Fields became so alarmingly small that Tanforan's stewards placed a blackout on all information as to Shoemaker's prospective mounts; to do so they threatened all jockey's agents with fine, suspension or revocation of their licenses for identifying horses their clients are to ride. This seal of secrecy solved Tanforan's problem at least partially but Shoemaker has gone on winning anyhow (98 victories in 280 starts for the meeting) and has thus driven the odds down so consistently that bettors can only lament: "You can't win betting on or against him."

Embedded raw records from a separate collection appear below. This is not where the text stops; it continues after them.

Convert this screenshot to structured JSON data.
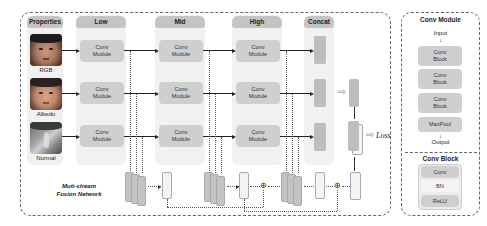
{
  "diagram": {
    "main_frame_caption": [
      "Muti-stream",
      "Fusion Network"
    ],
    "columns": [
      {
        "id": "properties",
        "label": "Properties"
      },
      {
        "id": "low",
        "label": "Low"
      },
      {
        "id": "mid",
        "label": "Mid"
      },
      {
        "id": "high",
        "label": "High"
      },
      {
        "id": "concat",
        "label": "Concat"
      }
    ],
    "inputs": [
      {
        "label": "RGB"
      },
      {
        "label": "Albedo"
      },
      {
        "label": "Normal"
      }
    ],
    "conv_module_label": [
      "Conv",
      "Module"
    ],
    "loss_label": "Loss",
    "conv_module_panel": {
      "title": "Conv Module",
      "input_label": "Input",
      "output_label": "Output",
      "blocks": [
        {
          "line1": "Conv",
          "line2": "Block"
        },
        {
          "line1": "Conv",
          "line2": "Block"
        },
        {
          "line1": "Conv",
          "line2": "Block"
        },
        {
          "line1": "MaxPool",
          "line2": ""
        }
      ]
    },
    "conv_block_panel": {
      "title": "Conv Block",
      "layers": [
        "Conv",
        "BN",
        "ReLU"
      ]
    },
    "fusion_symbol": "⊕",
    "hollow_arrow": "⇨"
  }
}
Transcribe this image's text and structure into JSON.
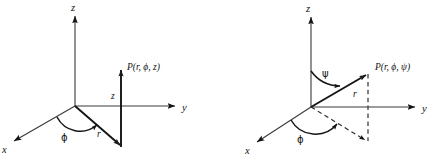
{
  "figure": {
    "title": "",
    "background": "#ffffff",
    "ink_color": "#141414",
    "width": 440,
    "height": 159,
    "panels": [
      {
        "id": "cylindrical",
        "name": "cylindrical-coordinates-diagram",
        "origin": [
          75,
          106
        ],
        "axes": [
          {
            "name": "z-axis",
            "label": "z",
            "label_pos": [
              71,
              10
            ],
            "from": [
              75,
              106
            ],
            "to": [
              75,
              14
            ]
          },
          {
            "name": "y-axis",
            "label": "y",
            "label_pos": [
              184,
              110
            ],
            "from": [
              75,
              106
            ],
            "to": [
              177,
              106
            ]
          },
          {
            "name": "x-axis",
            "label": "x",
            "label_pos": [
              3,
              152
            ],
            "from": [
              75,
              106
            ],
            "to": [
              12,
              142
            ]
          }
        ],
        "point_label": "P(r, ϕ, z)",
        "point_label_pos": [
          126,
          66
        ],
        "point_pos": [
          121,
          68
        ],
        "vectors": [
          {
            "name": "radial-distance-r",
            "label": "r",
            "label_pos": [
              99,
              135
            ],
            "from": [
              75,
              106
            ],
            "to": [
              122,
              147
            ]
          },
          {
            "name": "height-z",
            "label": "z",
            "label_pos": [
              112,
              96
            ],
            "from": [
              121,
              147
            ],
            "to": [
              121,
              68
            ]
          }
        ],
        "angles": [
          {
            "name": "azimuth-phi",
            "label": "ϕ",
            "label_pos": [
              63,
              138
            ]
          }
        ]
      },
      {
        "id": "spherical",
        "name": "spherical-coordinates-diagram",
        "origin": [
          311,
          107
        ],
        "axes": [
          {
            "name": "z-axis",
            "label": "z",
            "label_pos": [
              307,
              11
            ],
            "from": [
              311,
              107
            ],
            "to": [
              311,
              15
            ]
          },
          {
            "name": "y-axis",
            "label": "y",
            "label_pos": [
              424,
              111
            ],
            "from": [
              311,
              107
            ],
            "to": [
              417,
              107
            ]
          },
          {
            "name": "x-axis",
            "label": "x",
            "label_pos": [
              246,
              153
            ],
            "from": [
              311,
              107
            ],
            "to": [
              255,
              143
            ]
          }
        ],
        "point_label": "P(r, ϕ, ψ)",
        "point_label_pos": [
          374,
          66
        ],
        "point_pos": [
          368,
          72
        ],
        "vectors": [
          {
            "name": "radius-vector-r",
            "label": "r",
            "label_pos": [
              355,
              95
            ],
            "from": [
              311,
              107
            ],
            "to": [
              368,
              73
            ]
          }
        ],
        "dashed": [
          {
            "name": "vertical-drop-from-point",
            "from": [
              368,
              74
            ],
            "to": [
              368,
              141
            ]
          },
          {
            "name": "ground-projection-line",
            "from": [
              311,
              107
            ],
            "to": [
              367,
              142
            ]
          }
        ],
        "angles": [
          {
            "name": "polar-angle-psi",
            "label": "ψ",
            "label_pos": [
              326,
              74
            ]
          },
          {
            "name": "azimuth-phi",
            "label": "ϕ",
            "label_pos": [
              300,
              140
            ]
          }
        ]
      }
    ]
  }
}
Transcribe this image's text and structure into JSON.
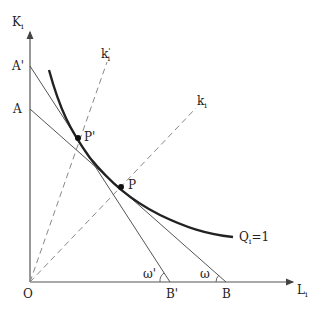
{
  "diagram": {
    "type": "isoquant-isocost",
    "axes": {
      "y_label": "K",
      "y_sub": "i",
      "x_label": "L",
      "x_sub": "i",
      "origin_label": "O"
    },
    "points": {
      "A_prime": "A'",
      "A": "A",
      "B_prime": "B'",
      "B": "B",
      "P_prime": "P'",
      "P": "P"
    },
    "rays": {
      "k_prime": {
        "label": "k",
        "sup": "'",
        "sub": "i"
      },
      "k": {
        "label": "k",
        "sub": "i"
      }
    },
    "isoquant": {
      "label": "Q",
      "sub": "i",
      "eq": "=1"
    },
    "angles": {
      "omega_prime": "ω'",
      "omega": "ω"
    },
    "colors": {
      "axis": "#555555",
      "line": "#555555",
      "curve": "#222222",
      "ray": "#888888"
    }
  }
}
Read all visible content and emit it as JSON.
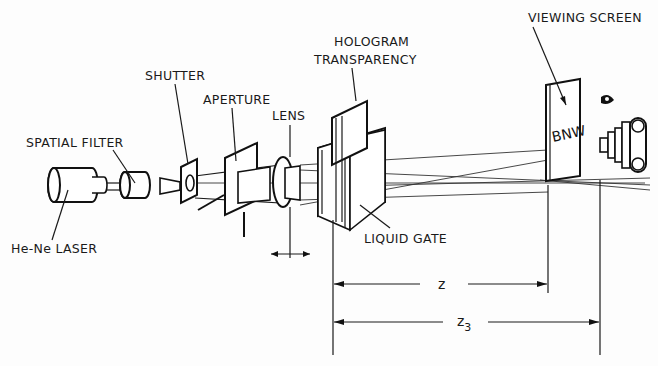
{
  "diagram": {
    "labels": {
      "laser": "He-Ne LASER",
      "spatial_filter": "SPATIAL FILTER",
      "shutter": "SHUTTER",
      "aperture": "APERTURE",
      "lens": "LENS",
      "hologram_line1": "HOLOGRAM",
      "hologram_line2": "TRANSPARENCY",
      "liquid_gate": "LIQUID GATE",
      "viewing_screen": "VIEWING SCREEN",
      "screen_text": "BNW"
    },
    "dimensions": {
      "z": "z",
      "z3_base": "z",
      "z3_sub": "3"
    },
    "icons": [
      "eye-icon",
      "camera-icon"
    ]
  }
}
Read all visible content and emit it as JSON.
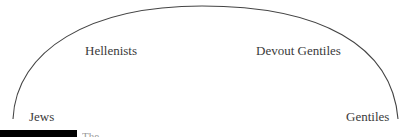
{
  "diagram": {
    "type": "arc",
    "labels": {
      "left_end": "Jews",
      "left_upper": "Hellenists",
      "right_upper": "Devout Gentiles",
      "right_end": "Gentiles"
    },
    "caption": {
      "bar_color": "#000000",
      "text": "The"
    },
    "colors": {
      "line": "#444444",
      "text": "#3a3a3a"
    }
  }
}
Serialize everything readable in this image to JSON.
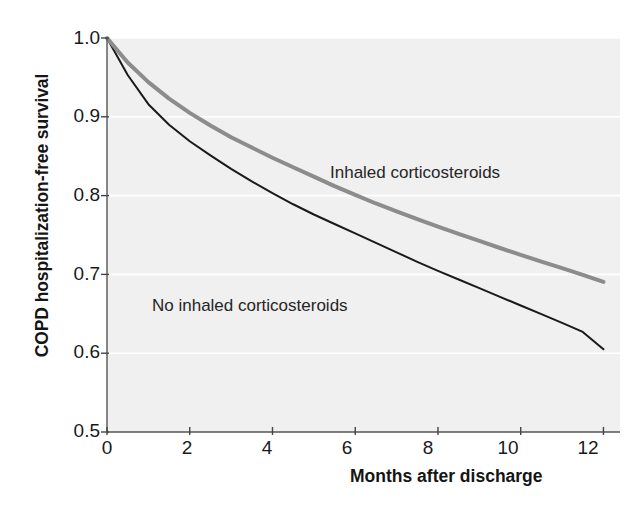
{
  "chart_data": {
    "type": "line",
    "title": "",
    "xlabel": "Months after discharge",
    "ylabel": "COPD hospitalization-free survival",
    "xlim": [
      0,
      12.4
    ],
    "ylim": [
      0.5,
      1.0
    ],
    "xticks": [
      0,
      2,
      4,
      6,
      8,
      10,
      12
    ],
    "xtick_labels": [
      "0",
      "2",
      "4",
      "6",
      "8",
      "10",
      "12"
    ],
    "yticks": [
      0.5,
      0.6,
      0.7,
      0.8,
      0.9,
      1.0
    ],
    "ytick_labels": [
      "0.5",
      "0.6",
      "0.7",
      "0.8",
      "0.9",
      "1.0"
    ],
    "grid": "horizontal-white",
    "plot_background": "#f0f0f0",
    "legend_position": "inline-annotations",
    "x": [
      0,
      0.5,
      1,
      1.5,
      2,
      2.5,
      3,
      3.5,
      4,
      4.5,
      5,
      5.5,
      6,
      6.5,
      7,
      7.5,
      8,
      8.5,
      9,
      9.5,
      10,
      10.5,
      11,
      11.5,
      12
    ],
    "series": [
      {
        "name": "Inhaled corticosteroids",
        "color": "#8c8c8c",
        "linewidth": 4.0,
        "values": [
          1.0,
          0.969,
          0.944,
          0.923,
          0.905,
          0.889,
          0.874,
          0.861,
          0.848,
          0.836,
          0.824,
          0.812,
          0.801,
          0.79,
          0.78,
          0.77,
          0.7605,
          0.7515,
          0.7425,
          0.7335,
          0.7248,
          0.7163,
          0.708,
          0.6995,
          0.6905
        ]
      },
      {
        "name": "No inhaled corticosteroids",
        "color": "#1a1a1a",
        "linewidth": 2.0,
        "values": [
          1.0,
          0.953,
          0.916,
          0.89,
          0.869,
          0.851,
          0.834,
          0.818,
          0.803,
          0.789,
          0.776,
          0.764,
          0.752,
          0.74,
          0.728,
          0.716,
          0.7045,
          0.6935,
          0.6825,
          0.6715,
          0.6605,
          0.6495,
          0.6385,
          0.627,
          0.605
        ]
      }
    ],
    "annotations": [
      {
        "text": "Inhaled corticosteroids",
        "x": 5.6,
        "y": 0.825
      },
      {
        "text": "No inhaled corticosteroids",
        "x": 1.2,
        "y": 0.655
      }
    ]
  }
}
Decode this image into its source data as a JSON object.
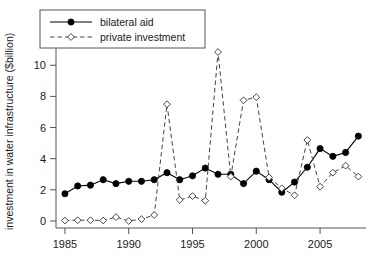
{
  "chart_data": {
    "type": "line",
    "title": "",
    "xlabel": "",
    "ylabel": "investment in water infrastructure ($billion)",
    "xlim": [
      1984.3,
      2008.6
    ],
    "ylim": [
      -0.45,
      11.3
    ],
    "grid": false,
    "legend_position": "top-left",
    "xticks": [
      1985,
      1990,
      1995,
      2000,
      2005
    ],
    "xtick_labels": [
      "1985",
      "1990",
      "1995",
      "2000",
      "2005"
    ],
    "yticks": [
      0,
      2,
      4,
      6,
      8,
      10
    ],
    "ytick_labels": [
      "0",
      "2",
      "4",
      "6",
      "8",
      "10"
    ],
    "x": [
      1985,
      1986,
      1987,
      1988,
      1989,
      1990,
      1991,
      1992,
      1993,
      1994,
      1995,
      1996,
      1997,
      1998,
      1999,
      2000,
      2001,
      2002,
      2003,
      2004,
      2005,
      2006,
      2007,
      2008
    ],
    "series": [
      {
        "name": "bilateral aid",
        "marker": "filled-circle",
        "line_style": "solid",
        "color": "#000000",
        "values": [
          1.75,
          2.25,
          2.3,
          2.65,
          2.4,
          2.55,
          2.55,
          2.65,
          3.1,
          2.65,
          2.9,
          3.4,
          3.0,
          3.0,
          2.4,
          3.2,
          2.65,
          1.85,
          2.5,
          3.45,
          4.65,
          4.15,
          4.4,
          5.45
        ]
      },
      {
        "name": "private investment",
        "marker": "open-diamond",
        "line_style": "dashed",
        "color": "#444444",
        "values": [
          0.03,
          0.05,
          0.05,
          0.03,
          0.25,
          0.0,
          0.12,
          0.38,
          7.5,
          1.35,
          1.6,
          1.3,
          10.85,
          2.85,
          7.75,
          7.95,
          2.8,
          2.1,
          1.65,
          5.2,
          2.2,
          3.1,
          3.55,
          2.85
        ]
      }
    ],
    "legend": [
      {
        "label": "bilateral aid",
        "marker": "filled-circle",
        "line_style": "solid"
      },
      {
        "label": "private investment",
        "marker": "open-diamond",
        "line_style": "dashed"
      }
    ]
  }
}
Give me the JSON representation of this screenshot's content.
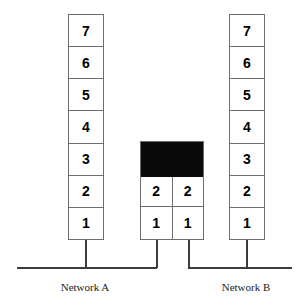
{
  "diagram": {
    "width": 308,
    "height": 306,
    "colors": {
      "background": "#ffffff",
      "cell_fill": "#ffffff",
      "cell_border": "#6e6e6e",
      "occupied_fill": "#0a0a0a",
      "wire": "#3c3c3c",
      "text": "#000000"
    }
  },
  "stacks": {
    "left": {
      "name": "Network A station buffer",
      "cells": [
        "7",
        "6",
        "5",
        "4",
        "3",
        "2",
        "1"
      ]
    },
    "middle": {
      "name": "Bridge dual-port buffer",
      "port_a": {
        "label": "bridge-port-a",
        "cells": [
          "2",
          "1"
        ]
      },
      "port_b": {
        "label": "bridge-port-b",
        "cells": [
          "2",
          "1"
        ]
      },
      "occupied_band": {
        "label": "unavailable-buffer-space",
        "filled": true
      }
    },
    "right": {
      "name": "Network B station buffer",
      "cells": [
        "7",
        "6",
        "5",
        "4",
        "3",
        "2",
        "1"
      ]
    }
  },
  "captions": {
    "network_a": "Network A",
    "network_b": "Network B"
  }
}
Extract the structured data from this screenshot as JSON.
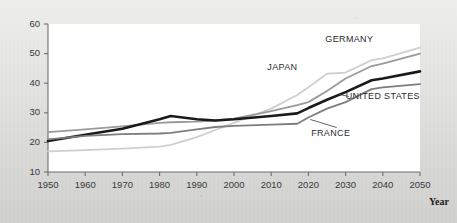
{
  "figure": {
    "background_color": "#d8d8d6",
    "plot_background_color": "#ffffff",
    "axis_color": "#6e6e6e"
  },
  "axis_titles": {
    "x": "Year",
    "y": ""
  },
  "chart_data": {
    "type": "line",
    "title": "",
    "subtitle": "",
    "xlabel": "Year",
    "ylabel": "",
    "xlim": [
      1950,
      2050
    ],
    "ylim": [
      10,
      60
    ],
    "xticks": [
      1950,
      1960,
      1970,
      1980,
      1990,
      2000,
      2010,
      2020,
      2030,
      2040,
      2050
    ],
    "yticks": [
      10,
      20,
      30,
      40,
      50,
      60
    ],
    "grid": false,
    "legend_position": "inline-annotations",
    "annotations": [
      {
        "text": "GERMANY",
        "x": 2031,
        "y": 54.0
      },
      {
        "text": "JAPAN",
        "x": 2013,
        "y": 44.5
      },
      {
        "text": "UNITED STATES",
        "x": 2040,
        "y": 34.5
      },
      {
        "text": "FRANCE",
        "x": 2026,
        "y": 22.0
      }
    ],
    "x": [
      1950,
      1960,
      1970,
      1980,
      1983,
      1990,
      1995,
      2000,
      2010,
      2017,
      2020,
      2025,
      2030,
      2037,
      2040,
      2050
    ],
    "series": [
      {
        "name": "JAPAN",
        "color": "#cfcfcf",
        "width": 1.8,
        "values": [
          17.0,
          17.4,
          17.9,
          18.6,
          19.2,
          21.8,
          24.2,
          26.6,
          31.4,
          36.0,
          38.6,
          43.2,
          43.6,
          47.8,
          48.4,
          52.0
        ]
      },
      {
        "name": "GERMANY",
        "color": "#9a9a9a",
        "width": 1.8,
        "values": [
          23.5,
          24.4,
          25.4,
          26.6,
          26.8,
          27.0,
          27.4,
          28.0,
          30.6,
          32.6,
          33.6,
          37.4,
          41.6,
          45.8,
          46.6,
          50.0
        ]
      },
      {
        "name": "UNITED STATES",
        "color": "#1a1a1a",
        "width": 2.6,
        "values": [
          20.5,
          22.6,
          24.6,
          27.8,
          28.9,
          27.8,
          27.4,
          27.8,
          28.9,
          29.8,
          31.6,
          34.4,
          37.0,
          41.0,
          41.6,
          44.0
        ]
      },
      {
        "name": "FRANCE",
        "color": "#7d7d7d",
        "width": 1.8,
        "values": [
          21.0,
          22.2,
          22.8,
          23.0,
          23.2,
          24.4,
          25.2,
          25.6,
          26.0,
          26.3,
          28.4,
          31.4,
          33.6,
          38.0,
          38.6,
          39.7
        ]
      }
    ]
  }
}
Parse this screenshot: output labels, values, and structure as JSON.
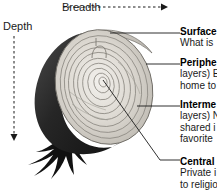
{
  "diagram": {
    "axes": {
      "breadth": {
        "label": "Breadth",
        "direction": "horizontal-right",
        "style": "dashed-arrow"
      },
      "depth": {
        "label": "Depth",
        "direction": "vertical-down",
        "style": "dashed-arrow"
      }
    },
    "colors": {
      "outline": "#1a1a1a",
      "shadow_half": "#2b2b2b",
      "cut_face_light": "#e8e6e1",
      "cut_face_mid": "#c9c6bf",
      "ring_line": "#8e8b84",
      "roots": "#111111",
      "text": "#1a1a1a",
      "leader_line": "#1a1a1a",
      "background": "#ffffff"
    },
    "onion": {
      "name": "cut-onion-illustration",
      "parts": [
        "outer-skin",
        "concentric-layers",
        "core",
        "roots",
        "shadowed-back-half"
      ]
    },
    "labels": [
      {
        "id": "surface",
        "title": "Surface",
        "lines": [
          "What is"
        ],
        "leader_from": "outer edge of cut face",
        "truncated": true
      },
      {
        "id": "peripheral",
        "title": "Periphe",
        "lines": [
          "layers) E",
          "home to"
        ],
        "leader_from": "outer ring of cut face",
        "truncated": true
      },
      {
        "id": "intermediate",
        "title": "Interme",
        "lines": [
          "layers) N",
          "shared i",
          "favorite"
        ],
        "leader_from": "middle ring of cut face",
        "truncated": true
      },
      {
        "id": "central",
        "title": "Central",
        "lines": [
          "Private i",
          "to religio"
        ],
        "leader_from": "core of onion",
        "truncated": true
      }
    ]
  }
}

Willie, a man of remarkable sangfroid, has acted throughout as though the whole astounding process—undoubtedly the most baffling one-man domination of an entire race meeting in history—was completely commonplace. In this, he is running true to form. Willie was trapped by a radio announcer just after winning $144,000 on Great Circle in the 1951 Santa Anita Maturity. "This must be a great day for you, Willie," cried the interviewer. "What are you going to do after you leave the track?"

"Eat," said Willie.

Warren Wilbur Shaw
Death seemed to have no interest at all in claiming Warren Wilbur Shaw, the racing driver with the Clark Gable mustache and the devil-may-care smile. As a boy from Shelbyville, Indiana, Shaw crawled through the fence at the Indianapolis Speedway on Memorial Day, 1918, to see the racing cars go round and round, and from that day on, as he put it later, speed was his first freedom. At 19 he built himself a racing car—"a bag of bolts that just disintegrated" when he drove his first race. He was undiscouraged. He fractured his skull at Paris, Ill. in 1923, went over the wall at Indianapolis in 1931 (came out with a few bruises), smashed the wall again in his last big race in 1941. Between accidents he made himself one of the great racing drivers of all time; he won the Indianapolis "500" three times, in 1937, 1939 and 1940. In 1945 he settled down as manager of the Speedway. Death brushed him in ironical fashion once more—he suffered a heart attack while judging a small boys' Soap Box Derby at Akron, Ohio. He was 51 when this year's 500 was run, and seemed hale and hearty. But last week a small plane in which he was flying home from Detroit with two friends—Pilot Ray Grimes and Ernest R. Roose, an Indianapolis artist—crashed on farmland at Decatur, Ind. Death claimed all three.

ILLUSTRATION

"The trouble with you guys is you left your brains in the classroom."